We ignore the teaching of Pope John Paul II to our own peril:
"Certain currents of modern thought have gone so far as to exalt freedom to such an extent that it becomes an absolute, which would then be the source of values. This is the direction taken by doctrines which have lost the sense of the transcendent or which are explicitly atheist. The individual conscience is accorded the status of a supreme tribunal of moral judgment which hands down categorical and infallible decisions about good and evil. To the affirmation that one has a duty to follow one's conscience is unduly added the affirmation that one's moral judgment is true merely by the fact that it has its origin in the conscience. But in this way the inescapable claims of truth disappear, yielding their place to a criterion of sincerity, authenticity and "being at peace with oneself", so much so that some have come to adopt a radically subjectivistic conception of moral judgment.

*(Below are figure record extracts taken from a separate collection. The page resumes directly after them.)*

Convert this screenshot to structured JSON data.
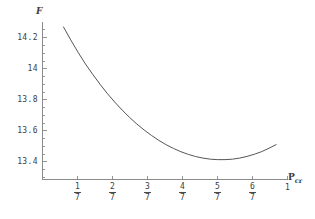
{
  "chart_data": {
    "type": "line",
    "title": "",
    "subtitle": "",
    "xlabel": "Pcr",
    "xlabel_base": "P",
    "xlabel_sub": "cr",
    "ylabel": "F",
    "grid": false,
    "legend": "none",
    "xlim": [
      0.0714,
      1.0714
    ],
    "ylim": [
      13.29,
      14.29
    ],
    "x_tick_labels": [
      "1/7",
      "2/7",
      "3/7",
      "4/7",
      "5/7",
      "6/7",
      "1"
    ],
    "x_tick_values": [
      0.142857,
      0.285714,
      0.428571,
      0.571429,
      0.714286,
      0.857143,
      1.0
    ],
    "x_tick_numerators": [
      "1",
      "2",
      "3",
      "4",
      "5",
      "6",
      ""
    ],
    "x_tick_denominators": [
      "7",
      "7",
      "7",
      "7",
      "7",
      "7",
      ""
    ],
    "y_tick_labels": [
      "14.2",
      "14",
      "13.8",
      "13.6",
      "13.4"
    ],
    "y_tick_values": [
      14.2,
      14.0,
      13.8,
      13.6,
      13.4
    ],
    "series": [
      {
        "name": "F",
        "x": [
          0.085,
          0.115,
          0.145,
          0.175,
          0.205,
          0.235,
          0.265,
          0.295,
          0.325,
          0.355,
          0.385,
          0.415,
          0.445,
          0.475,
          0.505,
          0.535,
          0.565,
          0.595,
          0.625,
          0.655,
          0.685,
          0.715,
          0.745,
          0.775,
          0.805,
          0.835,
          0.865,
          0.895,
          0.925,
          0.955
        ],
        "y": [
          14.27,
          14.185,
          14.105,
          14.03,
          13.962,
          13.898,
          13.838,
          13.783,
          13.732,
          13.685,
          13.642,
          13.603,
          13.568,
          13.536,
          13.508,
          13.484,
          13.463,
          13.446,
          13.432,
          13.422,
          13.415,
          13.412,
          13.412,
          13.415,
          13.422,
          13.433,
          13.447,
          13.464,
          13.486,
          13.51
        ]
      }
    ],
    "minimum": {
      "x": 0.73,
      "y": 13.412
    },
    "curve_color": "#555555",
    "axis_color": "#6e6e6e",
    "background_color": "#ffffff"
  },
  "geometry": {
    "axis_x_px": 42,
    "axis_y_px": 179,
    "plot_right_px": 300,
    "plot_top_px": 22
  }
}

As is immediately evident, the crisis of truth is not unconnected with this development. Once the idea of a universal truth about the good, knowable by human reason, is lost, inevitably the notion of conscience also changes. Conscience is no longer considered in its primordial reality as an act of a person's intelligence, the function of which is to apply the universal knowledge of the good in a specific situation and thus to express a judgment about the right conduct to be chosen here and now. Instead, there is a tendency to grant to the individual conscience the prerogative of independently determining the criteria of good and evil and then acting accordingly. Such an outlook is quite congenial to an individualist ethic, wherein each individual is faced with his own truth, different from the truth of others. Taken to its extreme consequences, this individualism leads to a denial of the very idea of human nature." (Veritatis Splendor, No. 32).
Related reading: Anglican clergy, mass exodus?
3 comments:
Members of the Anglican Church who are agitating for homosexual "marriage" are rejecting Christ's unique role as the author of the sacraments as well as His divine plan for man.

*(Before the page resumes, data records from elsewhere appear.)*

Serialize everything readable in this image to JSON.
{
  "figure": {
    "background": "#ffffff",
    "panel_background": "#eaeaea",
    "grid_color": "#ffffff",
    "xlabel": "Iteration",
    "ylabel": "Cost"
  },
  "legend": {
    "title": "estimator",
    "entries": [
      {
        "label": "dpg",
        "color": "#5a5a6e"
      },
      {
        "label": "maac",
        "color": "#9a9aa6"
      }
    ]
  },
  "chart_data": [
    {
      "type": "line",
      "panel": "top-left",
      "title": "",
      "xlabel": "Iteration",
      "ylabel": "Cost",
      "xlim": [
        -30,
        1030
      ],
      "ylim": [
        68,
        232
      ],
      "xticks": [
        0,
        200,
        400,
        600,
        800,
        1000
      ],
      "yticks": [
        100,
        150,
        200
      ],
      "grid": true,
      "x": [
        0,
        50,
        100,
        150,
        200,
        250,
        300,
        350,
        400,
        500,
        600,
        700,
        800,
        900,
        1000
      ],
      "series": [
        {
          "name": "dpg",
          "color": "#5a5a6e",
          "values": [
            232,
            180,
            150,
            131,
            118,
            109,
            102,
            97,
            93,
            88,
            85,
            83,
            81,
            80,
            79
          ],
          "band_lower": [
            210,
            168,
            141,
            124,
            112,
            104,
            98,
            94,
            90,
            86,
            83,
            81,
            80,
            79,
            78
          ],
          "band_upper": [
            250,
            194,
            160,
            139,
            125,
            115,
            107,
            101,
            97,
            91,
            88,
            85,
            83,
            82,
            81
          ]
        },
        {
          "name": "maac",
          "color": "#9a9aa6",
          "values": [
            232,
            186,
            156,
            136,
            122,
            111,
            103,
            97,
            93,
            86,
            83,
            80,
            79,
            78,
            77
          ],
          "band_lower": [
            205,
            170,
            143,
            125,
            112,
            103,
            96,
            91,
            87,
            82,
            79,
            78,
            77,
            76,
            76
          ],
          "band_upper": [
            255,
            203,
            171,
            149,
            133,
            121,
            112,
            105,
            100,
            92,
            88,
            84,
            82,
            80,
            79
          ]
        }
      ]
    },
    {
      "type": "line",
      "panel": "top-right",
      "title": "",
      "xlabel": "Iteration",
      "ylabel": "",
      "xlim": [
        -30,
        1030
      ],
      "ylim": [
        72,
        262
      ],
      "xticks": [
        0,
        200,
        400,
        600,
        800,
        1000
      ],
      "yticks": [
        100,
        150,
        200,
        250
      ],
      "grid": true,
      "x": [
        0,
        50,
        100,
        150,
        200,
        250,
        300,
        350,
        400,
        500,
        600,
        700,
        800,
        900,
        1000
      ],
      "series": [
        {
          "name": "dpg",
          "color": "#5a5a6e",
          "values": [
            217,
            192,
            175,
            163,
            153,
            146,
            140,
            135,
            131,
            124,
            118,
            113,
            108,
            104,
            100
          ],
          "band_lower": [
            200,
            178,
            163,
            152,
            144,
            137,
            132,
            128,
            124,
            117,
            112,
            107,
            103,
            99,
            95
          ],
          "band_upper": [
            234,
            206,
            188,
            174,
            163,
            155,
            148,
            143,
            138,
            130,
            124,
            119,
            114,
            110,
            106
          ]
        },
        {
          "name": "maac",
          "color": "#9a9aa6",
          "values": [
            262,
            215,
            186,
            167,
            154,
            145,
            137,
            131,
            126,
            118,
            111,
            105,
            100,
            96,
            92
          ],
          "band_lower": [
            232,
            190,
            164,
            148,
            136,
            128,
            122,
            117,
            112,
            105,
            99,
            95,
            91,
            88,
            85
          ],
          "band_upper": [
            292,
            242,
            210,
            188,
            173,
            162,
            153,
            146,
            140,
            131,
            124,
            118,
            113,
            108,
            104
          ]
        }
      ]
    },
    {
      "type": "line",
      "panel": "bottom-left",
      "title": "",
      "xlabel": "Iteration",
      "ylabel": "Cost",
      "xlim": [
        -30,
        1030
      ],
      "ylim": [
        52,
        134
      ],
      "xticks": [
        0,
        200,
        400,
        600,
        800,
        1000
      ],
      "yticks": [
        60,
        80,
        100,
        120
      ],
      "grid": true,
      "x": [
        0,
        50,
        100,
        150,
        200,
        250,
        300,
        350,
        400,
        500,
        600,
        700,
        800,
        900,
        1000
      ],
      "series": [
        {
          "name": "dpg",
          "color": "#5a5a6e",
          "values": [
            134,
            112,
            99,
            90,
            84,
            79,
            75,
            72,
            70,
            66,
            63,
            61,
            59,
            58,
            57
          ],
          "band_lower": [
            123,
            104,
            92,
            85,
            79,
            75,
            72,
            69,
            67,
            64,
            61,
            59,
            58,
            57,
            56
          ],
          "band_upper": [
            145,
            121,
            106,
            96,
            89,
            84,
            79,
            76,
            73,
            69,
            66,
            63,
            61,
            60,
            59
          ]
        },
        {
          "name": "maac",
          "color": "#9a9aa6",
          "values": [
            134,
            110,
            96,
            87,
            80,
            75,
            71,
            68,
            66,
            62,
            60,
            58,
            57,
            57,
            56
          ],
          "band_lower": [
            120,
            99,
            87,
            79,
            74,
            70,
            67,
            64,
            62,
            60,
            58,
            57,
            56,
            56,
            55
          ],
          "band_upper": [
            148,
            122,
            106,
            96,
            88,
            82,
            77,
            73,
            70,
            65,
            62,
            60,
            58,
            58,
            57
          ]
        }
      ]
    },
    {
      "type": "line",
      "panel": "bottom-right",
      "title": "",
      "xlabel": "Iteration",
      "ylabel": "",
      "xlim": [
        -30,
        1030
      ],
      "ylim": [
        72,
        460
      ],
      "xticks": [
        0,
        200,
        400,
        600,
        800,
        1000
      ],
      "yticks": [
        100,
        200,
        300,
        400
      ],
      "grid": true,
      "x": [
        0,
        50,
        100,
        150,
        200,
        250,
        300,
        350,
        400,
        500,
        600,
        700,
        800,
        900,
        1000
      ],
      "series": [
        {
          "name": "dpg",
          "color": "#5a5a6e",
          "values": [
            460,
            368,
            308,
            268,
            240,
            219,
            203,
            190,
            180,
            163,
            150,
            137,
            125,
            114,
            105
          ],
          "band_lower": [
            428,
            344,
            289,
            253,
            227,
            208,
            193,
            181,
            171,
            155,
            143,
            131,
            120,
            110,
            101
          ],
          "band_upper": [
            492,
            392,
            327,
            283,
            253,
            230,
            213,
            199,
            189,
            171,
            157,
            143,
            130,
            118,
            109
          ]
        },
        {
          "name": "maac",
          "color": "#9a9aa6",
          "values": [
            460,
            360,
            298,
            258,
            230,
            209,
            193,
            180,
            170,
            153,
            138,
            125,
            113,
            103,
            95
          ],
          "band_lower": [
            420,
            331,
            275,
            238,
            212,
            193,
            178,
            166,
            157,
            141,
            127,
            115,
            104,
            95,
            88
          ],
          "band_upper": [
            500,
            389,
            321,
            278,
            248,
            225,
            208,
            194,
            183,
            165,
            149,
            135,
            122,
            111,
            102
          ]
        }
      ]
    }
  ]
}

Since acceptance of homosexual "marriage" presupposes a rejection of the truth that all the sacraments have their origin in Christ, one has to wonder where this will lead with regard to the other sacraments in their church?
Remember Francis Cardinal George saying that liberalism is "an exhausted project." How true. And as one of the bastions of liberalism/modernism in the world of Christianity, the Anglican church is pretty much exhausted as well.
This would certainly explain the Anglican Church's approach toward another sacrament: Holy Orders, and why this Church has been ordaining homosexuals - even a homosexual "bishop."
You're right. The Anglican Church, like all other liberal Churches, is in a process of auto-demolition. Whis is why we must resist these same forces as they arise in the Catholic Church.